I don’t know if there will ever be an Elizabeth and Darcy as good at this pair, honestly. They do it so well. But let’s move on – let’s look at a few other versions of this scene.

Okay, this is the 2005 movie, which has Keira Knightley and Matthew Macfayden. And this… what can I say? Macfayden is a fine actor, but he’s no Darcy. He’s too wishy-washy in this scene. There’s no sign of barely contained anger – at himself, not Elizabeth – and no sign of his rationality battling his love for her. Keira Knightley, too, is far too uncontrolled. At the point where they start shouting at each other, much of the power and the tension is lost.

Pride and Prejudice has always been about manners, and the maintenance of respectability and propriety. It’s about how two people navigate their relationship behind a mask of public image. Colin Firth performed Darcy so well because he was able to smolder his way across a room; the mask was always in place, but you could see the feelings bubbling underneath it. Jennifer Ehle was nothing but demure and controlled, but she delivered Elizabeth’s dialogue with enough bite to chop down a whole forest. Matthew Macfayden and Keira Knightley say their lines with plenty of feeling, but they just can’t sell the characters.

Here’s the other BBC miniseries, from 1980, with David Rintoul as Darcy and Elizabeth Garvie as, heh, Elizabeth.

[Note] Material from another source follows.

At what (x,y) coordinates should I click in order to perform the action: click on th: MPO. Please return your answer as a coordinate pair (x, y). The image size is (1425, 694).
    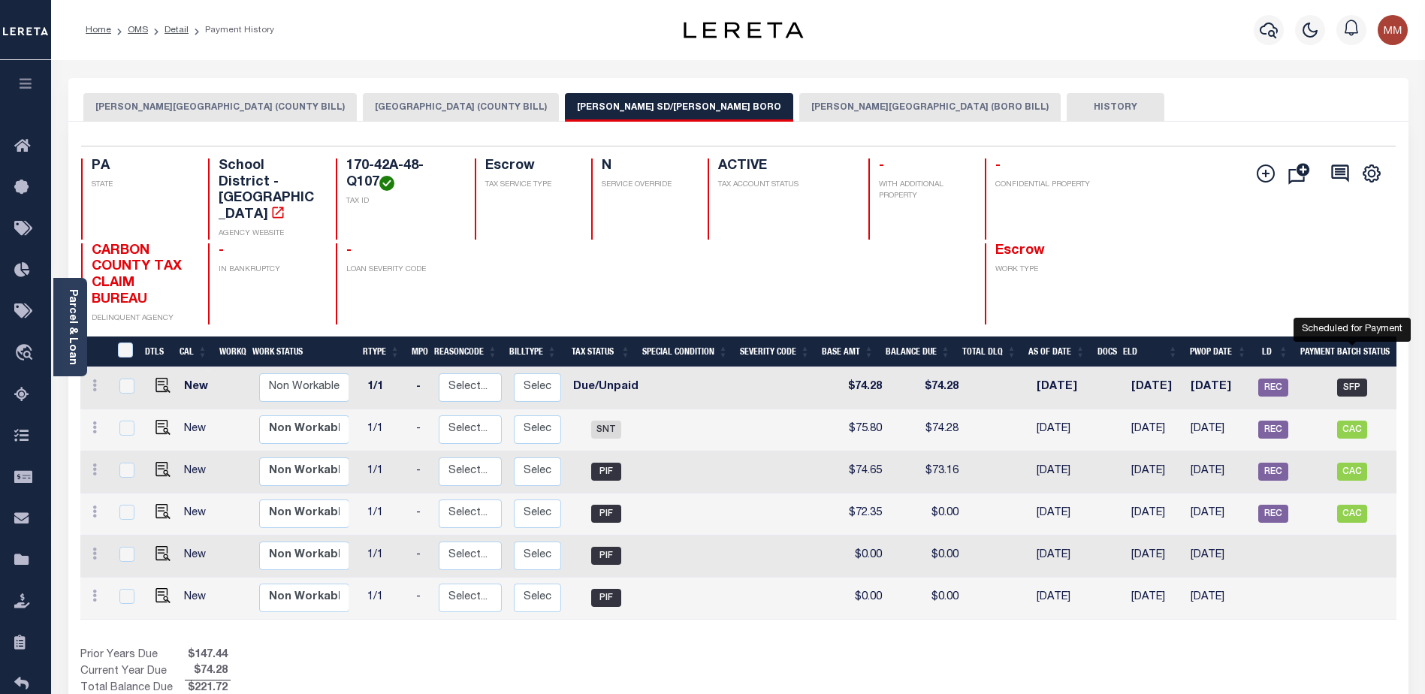
    Looking at the image, I should click on (417, 352).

I actually like this series overall, but it’s just lacking the emotion of the 1995 miniseries. It’s a period drama – very much a period drama, and it was filmed like a period drama. It’s mostly about the costumes and the setting. It goes too much in the other direction, being too controlled and too… flat, for want of a better word. It’s still a good adaptation.

Alright, up to today, I didn’t know this film from 1940 existed. And now, I’ve watched it almost all the way through. My friends, you’ll know from my previous post that I think the 2005 movie is a pretty bad adaptation because they had to compress one of the greatest works of English literature into a 90 minute film, and I am not afraid to say that just watching it made me want to toss my computer monitor out a window. This movie, however…

I can’t even be mad. This is the weirdest mashup of old Hollywood and English period drama I’ve ever seen. It’s so carefully crafted for an American audience that it confuses the hell out of me, like I’m seeing someone I know walking down the street in a chicken costume. Let’s not observe too closely, though – whoever did the costumes decided that a wardrobe left over from the Civil War would do just fine (hint: it doesn’t) and that everyone should act, and talk, like Americans attempting to be English. And the Proposal is reduced to this… whatever it is.

I had to stop the movie as soon as Darcy started talking here, solely because I was expecting the legendary lines:

In vain have I struggled. It will not do. My feelings will not be repressed. You must allow me to tell you how ardently I admire and love you.

And they CHANGED it. They made it sound so horribly fake. Fair dues to Lawrence Olivier, because I think he at least looks the part, but there the illusion ends. He delivers Darcy’s iconic moment as if he’s giving a sermon on the evils of alcohol, which then turns into some horribly schlocky silver screen romantic nonsense. Greer Garson doesn’t have enough strength behind her lines. Like the 1980 miniseries, it comes off too flat.

I suppose it’s still an okay movie, if you like that sort of thing, but it’s not Pride and Prejudice.

So there you have it. One of the best scenes from one of the greatest novels ever written, as rendered on a screen, several different ways. Which one is your favorite?